According to cannabis advocacy publication FreedomLeaf.com (and other media reports), what’s not as clear to the public is AEG owner Phillip Anschutz’s support of anti-cannabis campaigns and organizations.

“It’s not widely known that AEG founder Philip Anschutz’s private family foundation has donated thousands of dollars to anti-drug groups over the last few years,” wrote Freedom Leaf’s Doug McVay.

McVay’s article listed more than $200,000 in donations from the Anschutz family’s foundation to Smart Approach to Marijuana and its Colorado chapter. SAM is an anti-cannabis organization that equates the legal cannabis and tobacco industries in its slogan, “Preventing Another Big Tobacco.” According to its website, the bi-partisan nonprofit “envisions a society where marijuana policies are aligned with the scientific understanding of marijuana’s harms, and the commercialization and normalization of marijuana are no more.”

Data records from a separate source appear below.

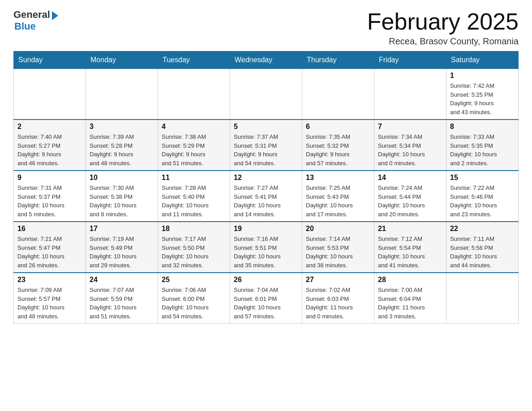 The height and width of the screenshot is (411, 532). Describe the element at coordinates (443, 41) in the screenshot. I see `location-subtitle: Recea, Brasov County, Romania` at that location.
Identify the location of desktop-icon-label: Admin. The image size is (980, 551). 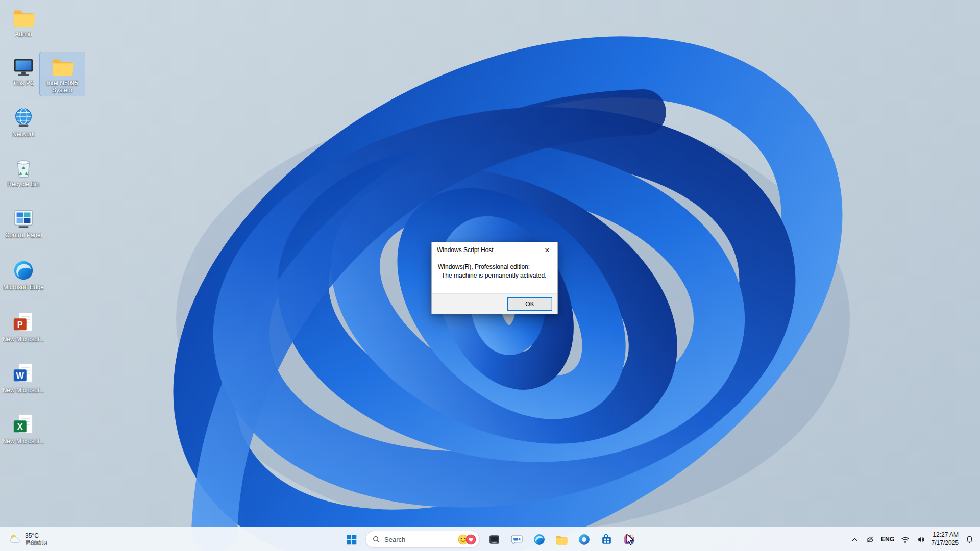
(23, 34).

Just yesterday, in Anschutz-related news, Denver news platform Westword posted an article titled “Colorado’s Most Anti-Pot Newspaper Launches New Attack on Marijuana.” The piece quoted the Anschutz-owned Colorado Springs Gazette‘s announcement of a new series of stories “that will take a hard look over the next few months at legalization’s lessons, exploring what the unintended consequences and unexpected complications have been of this national experiment.” According to Westword, the new series is only the most recent anti-cannabis coverage published by the Gazette since legalization in Colorado.

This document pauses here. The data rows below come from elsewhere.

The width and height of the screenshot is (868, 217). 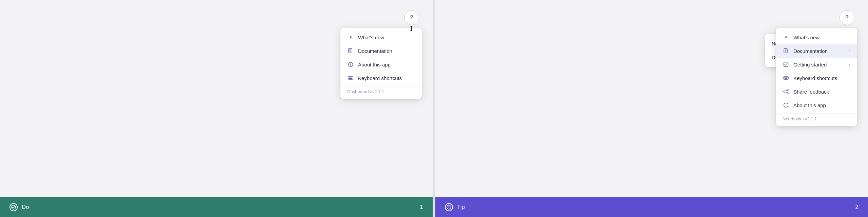 What do you see at coordinates (822, 78) in the screenshot?
I see `keyboard-label-right: Keyboard shortcuts` at bounding box center [822, 78].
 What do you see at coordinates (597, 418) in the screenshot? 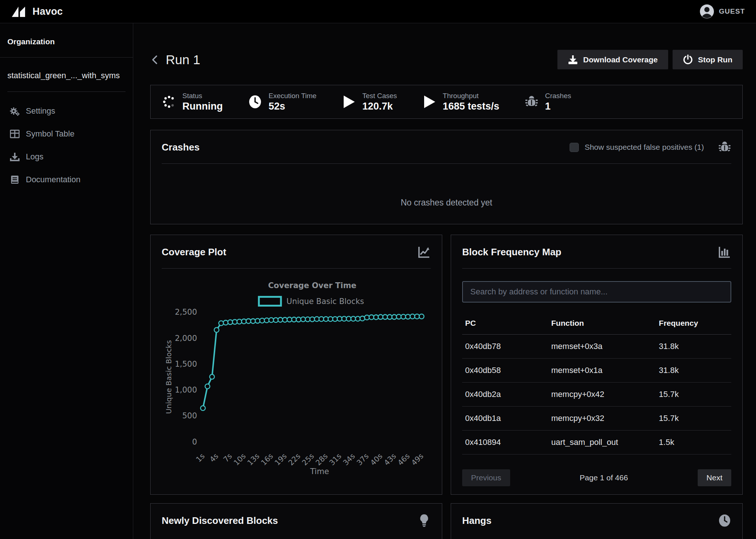
I see `table-row: 0x40db1amemcpy+0x3215.7k` at bounding box center [597, 418].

“Perhaps future items [in the series] will highlight positives since the November 2012 passage of Amendment 64, which sanctioned limited sales of recreational marijuana in the state. But you can bet those familiar with the Gazette under Anschutz aren’t holding their breath,” Westword’s Michael Roberts wrote.

Denver-based businessman Phillip Anschutz, owner of AEG parent company Anschutz Corporation, was for many years Colorado’s only billionaire. Son of oil wildcatter Fred Anschutz, Phillip bought his father’s successful oil business in 1962 and since then expanded its interests globally to include railroads, real estate, telecom, publishing, and entertainment.

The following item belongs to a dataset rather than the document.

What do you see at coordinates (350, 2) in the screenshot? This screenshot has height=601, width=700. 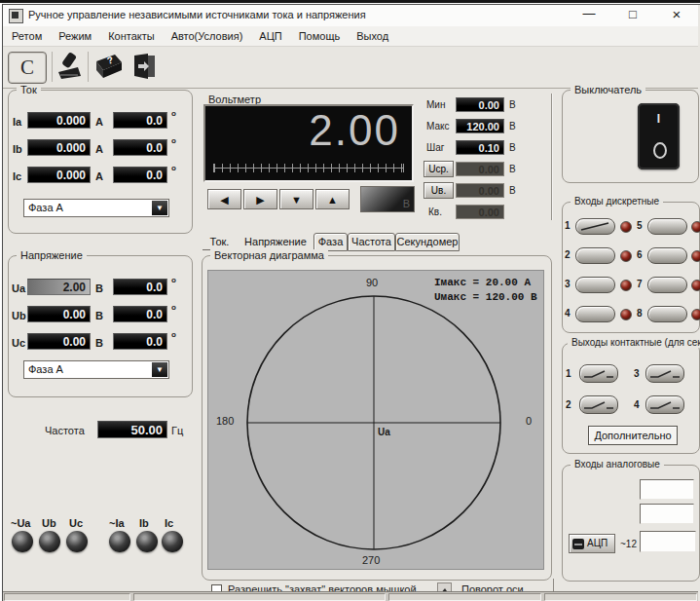 I see `page-edge` at bounding box center [350, 2].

According to Forbes.com, his current net worth is $13.3 billion. Under the Anschutz corporate umbrella, he owns the Regal Entertainment Group, the Los Angeles Kings hockey team, event promoter Golden Voice Entertainment, and an interest in the Los Angeles Lakers. AEG owns and operates more than 100 entertainment venues worldwide, including Staples Center, home of the Lakers, London’s O2 arena, and The Coliseum at Caesar’s Palace, among other high-profile venues. That’s in addition to promoting tours and live events for a roster of A-list performers, making AEG second only to entertainment promoter Live Nation.

Anschutz rarely gives interviews, preferring to stay out of the limelight, though his support of conservative organizations and politicians has been long-standing and is not a secret. The United Church of Christ posted an article, highlighting Anschutz’s support of “extreme” right wing organizations, as well as proposed anti-LGBT legislation in Colorado, dating back to 1992. The article listed charitable donations by Anschutz and his foundation, and was cited by media outlets in the weeks prior to the 2017 Coachella Festival.

The controversy, covered extensively by music publication Billboard, prompted Anschutz to issue a rare statement, which labeled reports on alleged anti-LGBT bias as “fake news” and “garbage.”

“Recent claims published in the media that I am anti-LGBTQ are nothing more than fake news–it is all garbage. I unequivocally support the rights of all people without regard to sexual orientation. We are fortunate to employ a wealth of diverse individuals throughout our family of companies, all of whom are important to us–the only criteria on which they are judged is the quality of their job performance; we do not tolerate discrimination in any form,” the statement read.

McVay, in his recent Freedom Leaf post, also pointed out a $25 million donation from the Anschutz Foundation to the University of Colorado’s Aurora campus, to build the Anschutz Medical Campus, which also is the location of the Center for Dependency, Addiction and Rehabilitation (CeDAR).

However, a 2016 $5,000 donation from the foundation was made to Denver’s Harm Reduction Action Center, which provides needle exchange resources to at-risk and homeless individuals, McVay pointed out.

Donation tracking website OpenSecrets.org reported that in election year 2016, the Anschutz Foundation made political donations of more than $2.1 million, of which 51 percent went to Republican candidates and organizations. Foundation donations to presidential candidates in 2016 included contributions to the campaigns of Jeb Bush, Ben Carson, Donald Trump, and Hillary Clinton.